Go to the front page of your website and click on the link that says login.  This might either be in the side column or at the bottom of the page. You can also simply navigate to http://YOURSITE.simplweb.com/login.

Click that link and then enter your username and password.

Loggin In 

This logs you into the Frontend of the site and allows you to edit articles in the context of the overall website, with the template and modules displayed around the content you're editing.

Once logged in, you will see that just above each article in the mainbody is a small icon that looks like a pencil and paper now appears.

Editing an Article 


If you're having trouble, you can watch a quick video of someone logging into their website.
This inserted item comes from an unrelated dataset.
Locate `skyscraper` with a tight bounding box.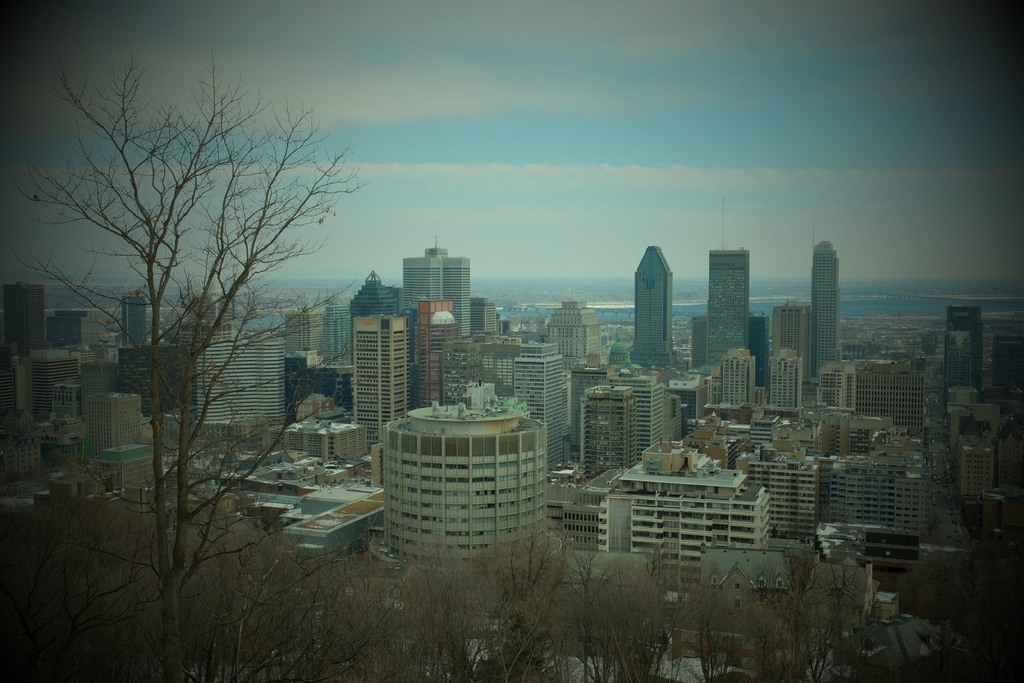
left=810, top=238, right=845, bottom=375.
Editing the content of your site from the Frontend

Now that we have logged in, we can just click on the Edit icon to make live changes to an article.

Task 3 – Edit an article (1 Minute)

Click on the edit icon, to bring up the editing screen. Change the title of the article, and maybe a word or two in the text. Try to avoid using punctuation in the title of the article when possible. When you're done, click Save.

If you have trouble with Task 3, watch this video which shows someone editing the title of an article.

We will be looking at more advanced editing in the next few days, like uploading pictures.

Task 4 – Edit the articles on your site (20 minutes)

Go through your site and edit the articles to match your needs a bit better. Don't worry about final copy at this point, we are just learning how to edit.

Move around your site and see which pages have articles on them that you can edit. From the Frontend you can edit anything that has the Edit icon above its title. You cannot, however, edit a module's content. You'll learn how to edit modules on Lesson 2. As you play around with the text on your site, don't worry about the images. Uploading, placing, and formatting images embedded in text is a more complicated task that deserves its own tutorial in a couple days.

Be sure to save often! Your site is going to log you out if you keep an editing window open and unused for more than a few minutes.